Re: Throwing Constructor Exceptions and cleaning up

From:
"Larry K. Wollensham" <lkw4096@gmail.com>
Newsgroups:
comp.lang.java.programmer
Date:
Tue, 14 Apr 2009 02:41:15 -0400
Message-ID:
<gs1b6b$13a$1@aioe.org>
Arne Vajh?j wrote:

Richard Maher wrote:

For me, the important bits were: - finalize() is really just
belt-and-braces
and not a destructor, everything is GC'ed at process exit,


Note that finalizers will not necessarily be run at JVM exit.

It will only be guaranteed if System runFinalizersOnExit is called.

And that method is deprecated in every sense of the word.

 > and you gotta

clean-up after yourself, there's no magic-wand or guaranteed
rundown-handler.


Yep.

Try catch finally and do the right thing.


Remember that finally executes on any exit from the try block, including
success (fall out or return from inside it, or break or continue from
inside it to outside it).

Something like this will work:

public class MyClass {
     private final InputStream wrapped;

     public MyClass (int arg1) throws IOException {
         if (arg1 < 0) throw new IllegalArgumentException();
         boolean success = false;
         InputStream w = null;
         try {
             w = new FileInputStream(getFile(arg1));
             someSetupStuffThatMayThrow();
             wrapped = w;
             success = true;
         } finally {
             if (w != null && !success) w.close();
         }
     }

     private static File getFile (int arg1) { ... }
     private static void someSetupStuffThatMayThrow ()
         throws IOException { ... }
}

The finally block cleans up by closing the InputStream only if a success
flag wasn't put up at the end of the try body (and only if the stream
itself was opened successfully).

If the input stream can b0rk and the object (or at least the stream) is
useless once this has occurred, every method that uses the stream may
wish to catch IOException, close the stream, and rethrow. The object
might wish to make all future operations (at least involving the stream)
fail fast with a non-checked exception after this; simply setting the
stream to null works (if it's not final; it is in the example above).

The constructor however has to deal with the possibility of any
exception at all, not just ones that invalidate the stream, because
unhandlable ones will invalidate the whole object. This includes OOME or
other Errors. Hence the need for a finally block that cleans up under
every circumstance other than a clear success. Maximum safety occurs if
putting the success flag up is the last thing done before the try body
exits, and nothing is done after the try body (and the finally body)
except to fall out of the constructor.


DESCRIPTION OF THE TASK → In the entries below, work out how many lines include "Image", and write only that number.

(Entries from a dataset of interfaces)

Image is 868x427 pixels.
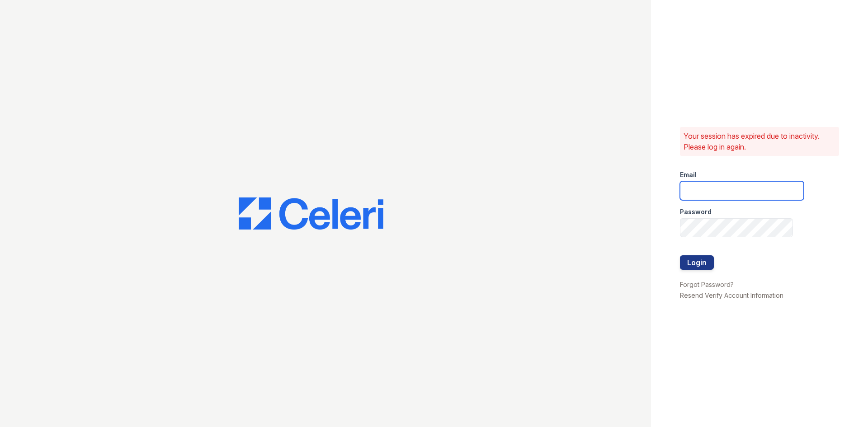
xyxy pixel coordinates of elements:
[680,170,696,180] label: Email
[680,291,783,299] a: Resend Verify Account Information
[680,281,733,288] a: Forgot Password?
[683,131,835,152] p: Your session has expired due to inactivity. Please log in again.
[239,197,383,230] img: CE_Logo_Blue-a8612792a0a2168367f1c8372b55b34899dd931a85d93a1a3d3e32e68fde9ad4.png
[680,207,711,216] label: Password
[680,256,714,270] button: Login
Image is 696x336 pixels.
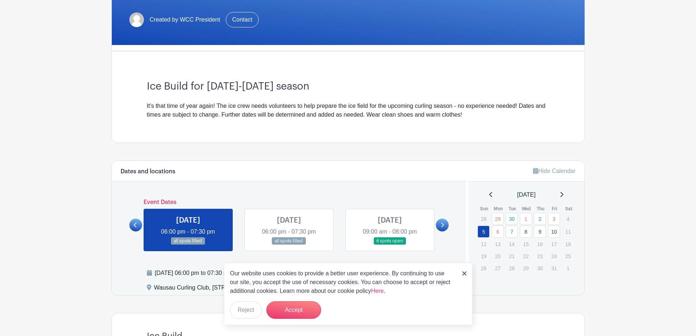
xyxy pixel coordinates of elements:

...

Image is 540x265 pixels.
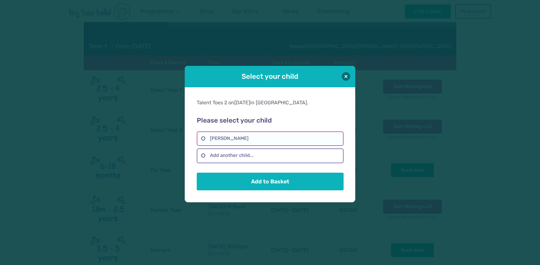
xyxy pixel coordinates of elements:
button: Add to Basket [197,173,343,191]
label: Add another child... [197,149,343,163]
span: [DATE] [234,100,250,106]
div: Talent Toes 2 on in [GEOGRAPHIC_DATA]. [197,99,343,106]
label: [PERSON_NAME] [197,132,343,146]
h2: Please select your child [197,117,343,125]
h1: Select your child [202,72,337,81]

RESPONSE BOX → 3